Reviewed in The Times. Buy the book here.
‘A quite brilliant dissection of the cultural roots of the Brexit narrative’ David Miliband.
‘Hugely entertaining and engrossing’ Roddy Doyle.
‘Best book about the English that I’ve read for ages’ Billy Bragg.
‘A wildly entertaining but uncomfortable read … Pitilessly brilliant’ Jonathan Coe.
In exploring the answers to the question: ‘why did Britain vote leave?’, Fintan O’Toole finds himself discovering:
- how trivial journalistic lies became far from trivial national obsessions;
- how the pose of indifference to truth and historical fact has come to define the style of an entire political elite;
- how a country that once had colonies is redefining itself as an oppressed nation requiring liberation;
- the strange gastronomic and political significance of prawn-flavoured crisps, and their role in the rise of Boris Johnson;
- the dreams of revolutionary deregulation and privatisation that drive Arron Banks, Nigel Farage and Jacob Rees-Mogg; and
- the silent rise of English nationalism, the force that dare not speak its name.
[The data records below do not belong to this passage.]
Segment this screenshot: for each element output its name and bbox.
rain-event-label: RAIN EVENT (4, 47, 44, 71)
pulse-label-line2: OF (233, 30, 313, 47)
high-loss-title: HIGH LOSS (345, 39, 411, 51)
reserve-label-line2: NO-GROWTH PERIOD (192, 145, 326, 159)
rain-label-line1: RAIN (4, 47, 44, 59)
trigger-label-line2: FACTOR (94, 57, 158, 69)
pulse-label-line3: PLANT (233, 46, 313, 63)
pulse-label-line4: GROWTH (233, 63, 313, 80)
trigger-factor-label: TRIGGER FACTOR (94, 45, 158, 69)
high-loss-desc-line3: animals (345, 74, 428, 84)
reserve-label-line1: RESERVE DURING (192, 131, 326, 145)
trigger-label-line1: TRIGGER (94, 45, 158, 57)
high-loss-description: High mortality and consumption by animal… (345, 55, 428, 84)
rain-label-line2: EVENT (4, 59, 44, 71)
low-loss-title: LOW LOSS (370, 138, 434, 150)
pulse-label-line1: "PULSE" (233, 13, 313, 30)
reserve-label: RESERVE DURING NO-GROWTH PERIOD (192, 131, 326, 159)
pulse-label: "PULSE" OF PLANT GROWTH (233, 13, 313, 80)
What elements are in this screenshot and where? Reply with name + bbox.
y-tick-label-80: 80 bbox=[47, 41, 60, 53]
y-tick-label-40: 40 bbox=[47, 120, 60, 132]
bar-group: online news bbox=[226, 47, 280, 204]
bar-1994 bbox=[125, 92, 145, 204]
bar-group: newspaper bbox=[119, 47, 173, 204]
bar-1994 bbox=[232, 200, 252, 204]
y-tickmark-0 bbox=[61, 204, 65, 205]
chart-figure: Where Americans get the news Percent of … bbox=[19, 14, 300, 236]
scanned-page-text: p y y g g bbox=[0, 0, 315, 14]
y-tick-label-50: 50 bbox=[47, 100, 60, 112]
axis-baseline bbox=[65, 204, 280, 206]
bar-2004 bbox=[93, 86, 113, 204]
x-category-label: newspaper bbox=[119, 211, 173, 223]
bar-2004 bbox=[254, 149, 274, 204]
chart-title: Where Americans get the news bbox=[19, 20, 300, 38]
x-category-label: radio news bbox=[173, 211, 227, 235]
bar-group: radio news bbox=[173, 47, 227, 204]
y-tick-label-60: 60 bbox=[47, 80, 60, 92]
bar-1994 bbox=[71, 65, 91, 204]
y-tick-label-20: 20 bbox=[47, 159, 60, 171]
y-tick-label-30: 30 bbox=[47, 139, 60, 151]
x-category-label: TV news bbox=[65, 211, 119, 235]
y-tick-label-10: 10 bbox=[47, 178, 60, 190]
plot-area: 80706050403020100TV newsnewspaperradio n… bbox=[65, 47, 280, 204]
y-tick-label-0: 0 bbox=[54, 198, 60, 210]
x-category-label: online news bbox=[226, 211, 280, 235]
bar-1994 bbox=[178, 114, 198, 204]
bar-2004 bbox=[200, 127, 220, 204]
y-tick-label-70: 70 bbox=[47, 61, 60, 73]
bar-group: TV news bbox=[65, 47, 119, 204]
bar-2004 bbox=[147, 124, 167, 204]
He also discusses the fatal attraction of heroic failure, once a self-deprecating cult in a hugely successful empire that could well afford the occasional disaster: the Charge of the Light Brigade, or Franklin lost in the Arctic. Now failure is no longer heroic – it is just failure, and its terrible costs will be paid by the most vulnerable of Brexit’s supporters, and by those who may suffer the consequences of a hard border in Ireland and the breakdown of a fragile peace.
Did the English superiority complex lead to Brexit? A nation is, in Benedict Anderson’s evocative phrase, an imagined community and nowhere more so in recent times than in Britain. Fintan O’Toole presents a Britain that is in the grip of a simultaneous superiority and inferiority complex. The victor of the Second World War has been denied the spoils and so has transformed itself into a victim. The Times were (unsurprisingly) not impressed.